Why Do the Spanish Have Low Incidences of Heart Disease?

The Spanish cook with olive oil or sunflower oil -- one big reason they have a low incidence of heart disease.

 

Within a few days of first being in Spain, you realize just how amazing Spanish food is. Cooked with olive oil or sunflower oil, made up of more fruit and vegetables than you’ve seen anywhere else, and packed with fish and seafood, it’s no wonder the Spanish have one of the lowest incidences of heart disease in the world. Yes, you read that correctly. Because of the healthiness of the typical Spanish diet, or Mediterranean diet, the Spanish have low incidences of heart disease. So low they are currently the world’s second longest living people.

One reason most scientists think the Spanish have much less heart disease than most other developed countries is the fact that almost anything that is cooked or fried is cooked in either olive oil or sunflower oil. Both oils that not only do not cause heart disease, but many scientists now believe actually prevent it.

In fact, a study in the British Medical Journal proved it. The study followed 40,757 Spanish adults aged 29 to 69, who all participated in EPIC (the European Prospective Investigation into Cancer and Nutrition study), a study that included around 500,000 people all over Europe.

Eleven years after the study began, there had been 606 coronary heart disease events and 1,135 deaths, but deaths from every cause including accidents. When the study scientists sifted through the results, and adjusted them for high risk factors like Body Mass Index, smoking and high blood pressure, they discovered that people who ate a high fried food diet, as long as the food was fried in olive oil or sunflower oil, had no higher a risk of heart disease or stroke than anyone else in the study.

Add onto this the copious amounts of fruit, vegetables, nuts, seeds and fish Spaniards eat and the large amounts or red wine they consume and, no, it’s not surprising they have a far lower incidence of heart disease than Americans, the British, Germans, Norwegians, Finnish and Dutch — just to mention a few nationalities many Spanish outlive.

Compare that to the nationalities that have the highest incidence of heart disease — Georgia, Bulgaria, Romania, Croatia, Ukraine, Russia, Hungary, Latvia, Estonia and Belarus — and, basically, if you live in Eastern Europe, you might want to move to Spain and adopt the way the Spanish eat.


EXERCISE AIM: Please return every line in the entries below with the word "annotation" in it.

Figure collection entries
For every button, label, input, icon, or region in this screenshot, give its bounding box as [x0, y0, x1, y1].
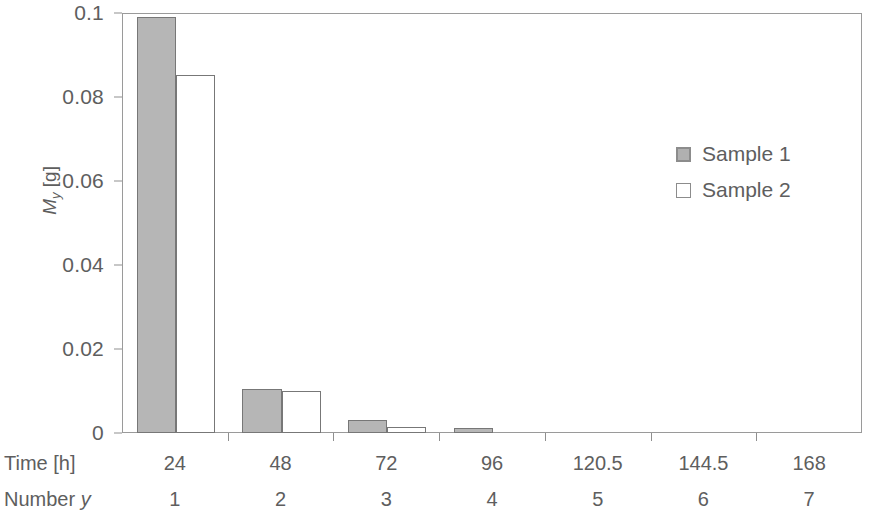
x-axis-tick-mark-2 [333, 433, 334, 441]
y-axis-tick-label-0: 0 [92, 421, 104, 445]
y-axis-tick-mark-4 [114, 97, 122, 98]
bar-group-3 [334, 14, 440, 433]
legend-item-sample-2[interactable]: Sample 2 [676, 172, 791, 208]
x-axis-tick-mark-1 [228, 433, 229, 441]
bars-layer [123, 14, 861, 433]
y-axis-tick-mark-1 [114, 349, 122, 350]
bar-group-4 [440, 14, 546, 433]
y-axis-tick-mark-5 [114, 13, 122, 14]
number-row-text: Number [4, 488, 75, 510]
bar-sample-1-72 [348, 420, 387, 433]
x-axis-number-row-label: Number y [4, 488, 91, 511]
bar-chart-figure: My [g] 00.020.040.060.080.1 Sample 1 Sam… [0, 0, 874, 522]
y-axis-tick-label-4: 0.08 [62, 85, 104, 109]
x-axis-tick-mark-4 [545, 433, 546, 441]
number-row-italic: y [81, 488, 91, 510]
y-axis-tick-label-5: 0.1 [74, 1, 104, 25]
bar-group-5 [546, 14, 652, 433]
x-axis-number-value-3: 4 [486, 488, 497, 511]
x-axis-time-value-4: 120.5 [573, 452, 623, 475]
bar-sample-2-48 [282, 391, 321, 433]
bar-sample-1-24 [137, 17, 176, 433]
legend-label-sample-1: Sample 1 [702, 142, 791, 166]
x-axis-time-value-6: 168 [792, 452, 825, 475]
x-axis-time-row: Time [h] 24487296120.5144.5168 [0, 445, 874, 481]
x-axis-time-value-3: 96 [481, 452, 503, 475]
x-axis-category-table: Time [h] 24487296120.5144.5168 Number y … [0, 445, 874, 517]
bar-group-1 [123, 14, 229, 433]
x-axis-number-value-4: 5 [592, 488, 603, 511]
bar-sample-1-96 [454, 428, 493, 433]
y-axis-tick-mark-3 [114, 181, 122, 182]
x-axis-time-value-0: 24 [164, 452, 186, 475]
legend-swatch-icon-sample-1 [676, 147, 691, 162]
x-axis-number-value-6: 7 [804, 488, 815, 511]
legend-label-sample-2: Sample 2 [702, 178, 791, 202]
legend-item-sample-1[interactable]: Sample 1 [676, 136, 791, 172]
legend: Sample 1 Sample 2 [676, 136, 791, 208]
y-axis-tick-label-3: 0.06 [62, 169, 104, 193]
bar-sample-2-72 [387, 427, 426, 433]
bar-sample-2-24 [176, 75, 215, 433]
x-axis-time-value-5: 144.5 [678, 452, 728, 475]
y-axis-tick-mark-0 [114, 433, 122, 434]
bar-group-7 [757, 14, 863, 433]
x-axis-time-row-label: Time [h] [4, 452, 76, 475]
bar-sample-1-48 [242, 389, 281, 433]
y-axis-tick-mark-2 [114, 265, 122, 266]
x-axis-tick-mark-5 [651, 433, 652, 441]
x-axis-tick-mark-3 [439, 433, 440, 441]
x-axis-tick-mark-6 [756, 433, 757, 441]
x-axis-number-value-2: 3 [381, 488, 392, 511]
bar-group-6 [652, 14, 758, 433]
x-axis-number-row: Number y 1234567 [0, 481, 874, 517]
y-axis: 00.020.040.060.080.1 [0, 13, 122, 433]
x-axis-number-value-5: 6 [698, 488, 709, 511]
legend-swatch-icon-sample-2 [676, 183, 691, 198]
x-axis-time-value-2: 72 [375, 452, 397, 475]
y-axis-tick-label-2: 0.04 [62, 253, 104, 277]
x-axis-number-value-0: 1 [169, 488, 180, 511]
y-axis-tick-label-1: 0.02 [62, 337, 104, 361]
bar-group-2 [229, 14, 335, 433]
x-axis-number-value-1: 2 [275, 488, 286, 511]
x-axis-time-value-1: 48 [269, 452, 291, 475]
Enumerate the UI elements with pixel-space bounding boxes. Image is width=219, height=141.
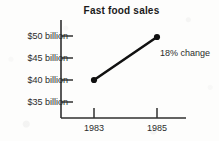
data-point-1983	[91, 77, 97, 83]
y-axis-label-50: $50 billion	[27, 31, 68, 41]
plot-area	[0, 0, 219, 141]
data-point-1985	[154, 34, 160, 40]
y-axis-label-45: $45 billion	[27, 53, 68, 63]
change-annotation: 18% change	[160, 48, 210, 58]
fast-food-sales-chart: Fast food sales $50 billion $45 billion …	[0, 0, 219, 141]
data-line-segment	[94, 37, 157, 80]
y-axis-label-35: $35 billion	[27, 97, 68, 107]
x-axis-label-1985: 1985	[147, 123, 167, 133]
x-axis-label-1983: 1983	[84, 123, 104, 133]
y-axis-label-40: $40 billion	[27, 75, 68, 85]
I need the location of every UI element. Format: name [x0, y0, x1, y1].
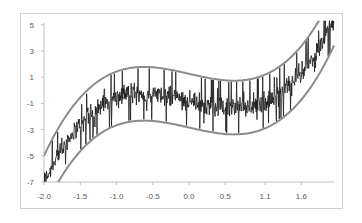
line-chart: 531-1-3-5-7-2.0-1.5-1.0-0.50.00.51.11.6	[0, 0, 362, 223]
y-tick-label: -7	[27, 178, 35, 187]
x-tick-label: 1.1	[260, 192, 272, 201]
y-tick-label: 1	[30, 73, 35, 82]
x-tick-label: 0.0	[183, 192, 195, 201]
y-tick-label: 5	[30, 21, 35, 30]
upper-band-line	[44, 0, 334, 156]
x-tick-label: 0.5	[220, 192, 232, 201]
x-tick-label: -1.5	[73, 192, 87, 201]
x-tick-label: -1.0	[110, 192, 124, 201]
y-tick-label: -5	[27, 152, 35, 161]
axes: 531-1-3-5-7-2.0-1.5-1.0-0.50.00.51.11.6	[27, 21, 334, 201]
y-tick-label: 3	[30, 47, 35, 56]
x-tick-label: -2.0	[37, 192, 51, 201]
x-tick-label: -0.5	[146, 192, 160, 201]
data-series-line	[44, 0, 334, 188]
y-tick-label: -3	[27, 126, 35, 135]
plot-area	[44, 0, 334, 210]
y-tick-label: -1	[27, 99, 35, 108]
x-tick-label: 1.6	[296, 192, 308, 201]
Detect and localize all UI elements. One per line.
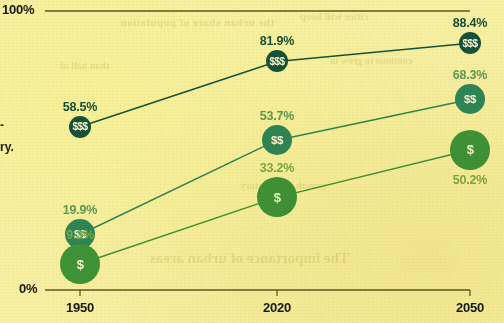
data-point-value-1950-3: 58.5% [63,100,97,114]
data-point-marker-1-2050: $ [450,130,490,170]
data-point-marker-1-2020: $ [257,177,297,217]
data-point-value-2050-1: 50.2% [453,173,487,187]
x-axis-tick-label-2050: 2050 [456,300,484,315]
data-point-value-2050-2: 68.3% [453,68,487,82]
y-axis-max-label: 100% [2,2,34,17]
data-point-marker-2-2050: $$ [455,84,485,114]
x-axis-tick-label-1950: 1950 [66,300,94,315]
data-point-marker-3-2020: $$$ [266,50,288,72]
y-axis-min-label: 0% [19,281,37,296]
data-point-value-2050-3: 88.4% [453,16,487,30]
data-point-value-1950-1: 9.3% [66,228,94,242]
data-point-value-2020-1: 33.2% [260,161,294,175]
data-point-marker-3-2050: $$$ [459,32,481,54]
chart-root: The importance of urban areas the urban … [0,0,504,323]
x-axis-tick-label-2020: 2020 [263,300,291,315]
data-point-value-1950-2: 19.9% [63,203,97,217]
data-point-marker-2-2020: $$ [262,125,292,155]
data-point-value-2020-2: 53.7% [260,109,294,123]
data-point-value-2020-3: 81.9% [260,34,294,48]
data-point-marker-3-1950: $$$ [69,116,91,138]
data-point-marker-1-1950: $ [60,244,100,284]
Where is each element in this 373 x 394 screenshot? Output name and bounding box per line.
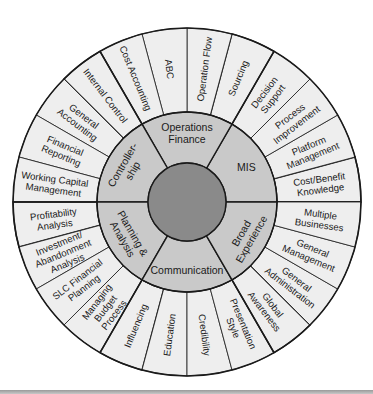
Communication: Communication (151, 264, 224, 276)
inner-circle (148, 163, 226, 241)
competency-wheel: Cost/BenefitKnowledgePlatformManagementP… (0, 0, 373, 394)
Operations Finance: OperationsFinance (161, 121, 212, 145)
label-line: Finance (168, 133, 206, 145)
label-line: MIS (237, 161, 256, 173)
label-line: Operations (161, 121, 212, 133)
MIS: MIS (237, 161, 256, 173)
bottom-rule (0, 390, 373, 394)
label-line: Communication (151, 264, 224, 276)
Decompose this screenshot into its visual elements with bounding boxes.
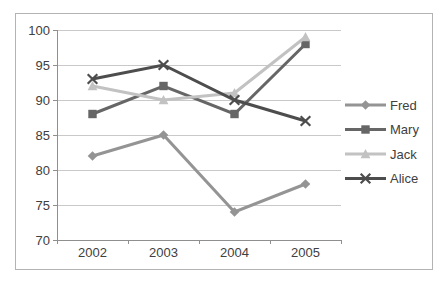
mary-marker-square — [88, 110, 96, 118]
y-tick-label: 95 — [36, 58, 50, 73]
x-tick-label: 2002 — [78, 245, 107, 260]
legend-label-alice: Alice — [390, 171, 418, 186]
chart-frame — [16, 14, 433, 270]
line-chart: 7075808590951002002200320042005FredMaryJ… — [0, 0, 448, 284]
y-tick-label: 80 — [36, 163, 50, 178]
legend-label-mary: Mary — [390, 122, 419, 137]
x-tick-label: 2005 — [291, 245, 320, 260]
x-tick-label: 2004 — [220, 245, 249, 260]
x-tick-label: 2003 — [149, 245, 178, 260]
y-tick-label: 100 — [28, 23, 50, 38]
mary-legend-marker-square — [361, 125, 369, 133]
y-tick-label: 85 — [36, 128, 50, 143]
mary-marker-square — [159, 82, 167, 90]
y-tick-label: 75 — [36, 198, 50, 213]
embedded-line-chart[interactable]: 7075808590951002002200320042005FredMaryJ… — [0, 0, 448, 284]
mary-marker-square — [230, 110, 238, 118]
legend-label-jack: Jack — [390, 147, 417, 162]
y-tick-label: 90 — [36, 93, 50, 108]
legend-label-fred: Fred — [390, 98, 417, 113]
y-tick-label: 70 — [36, 233, 50, 248]
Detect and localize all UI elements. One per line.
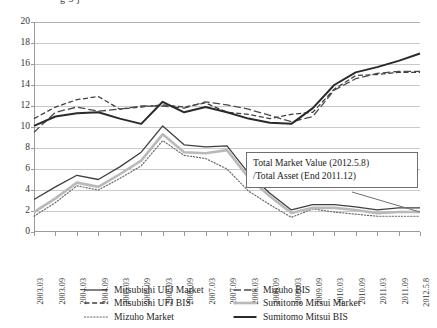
legend-label: Mitsubishi UFJ Market	[114, 285, 204, 295]
annotation-line-1: Total Market Value (2012.5.8)	[253, 157, 411, 170]
legend-swatch	[84, 298, 108, 308]
leader-line	[352, 192, 420, 212]
legend-item: Mitsubishi UFJ Market	[84, 283, 204, 297]
legend-item: Mitsubishi UFJ BIS	[84, 297, 204, 311]
legend-label: Sumitomo Mitsui BIS	[263, 312, 348, 322]
legend-label: Mizuho Market	[114, 312, 174, 322]
legend-swatch	[233, 285, 257, 295]
annotation-callout: Total Market Value (2012.5.8) /Total Ass…	[246, 152, 418, 188]
legend-item: Sumitomo Mitsui Market	[233, 297, 361, 311]
legend-swatch	[84, 285, 108, 295]
legend-label: Mitsubishi UFJ BIS	[114, 298, 191, 308]
legend-item: Sumitomo Mitsui BIS	[233, 310, 361, 324]
legend-swatch	[233, 298, 257, 308]
legend-item: Mizuho BIS	[233, 283, 361, 297]
legend-column-left: Mitsubishi UFJ MarketMitsubishi UFJ BISM…	[84, 283, 204, 324]
legend-swatch	[84, 312, 108, 322]
chart-figure: g 5 j 02468101214161820 2003.032003.0920…	[0, 0, 437, 328]
legend-item: Mizuho Market	[84, 310, 204, 324]
legend-label: Mizuho BIS	[263, 285, 310, 295]
legend-column-right: Mizuho BISSumitomo Mitsui MarketSumitomo…	[233, 283, 361, 324]
legend-swatch	[233, 312, 257, 322]
legend-label: Sumitomo Mitsui Market	[263, 298, 361, 308]
annotation-line-2: /Total Asset (End 2011.12)	[253, 170, 411, 183]
chart-legend: Mitsubishi UFJ MarketMitsubishi UFJ BISM…	[84, 283, 384, 325]
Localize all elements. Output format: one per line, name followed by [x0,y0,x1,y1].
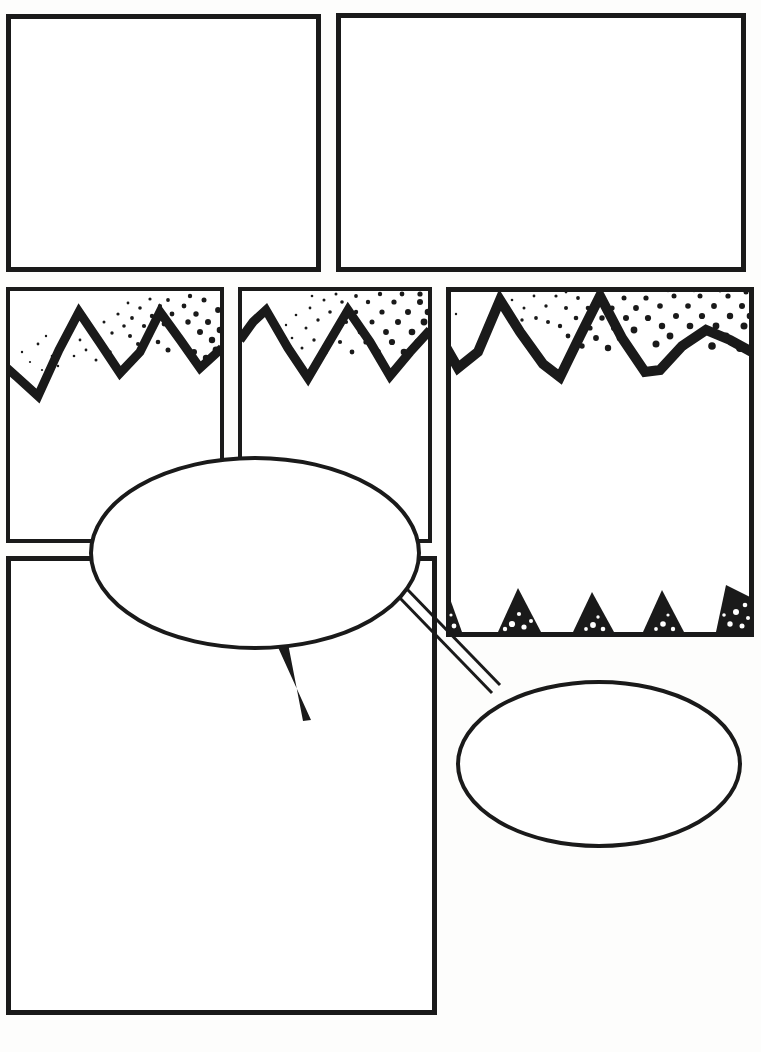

ANSWER BOX:
change-annotation: 18% change	[160, 48, 210, 58]
annotation-line-1: Total Market Value (2012.5.8)	[253, 157, 411, 170]
annotation-callout: Total Market Value (2012.5.8) /Total Ass…	[246, 152, 418, 188]
annotation-line-2: /Total Asset (End 2011.12)	[253, 170, 411, 183]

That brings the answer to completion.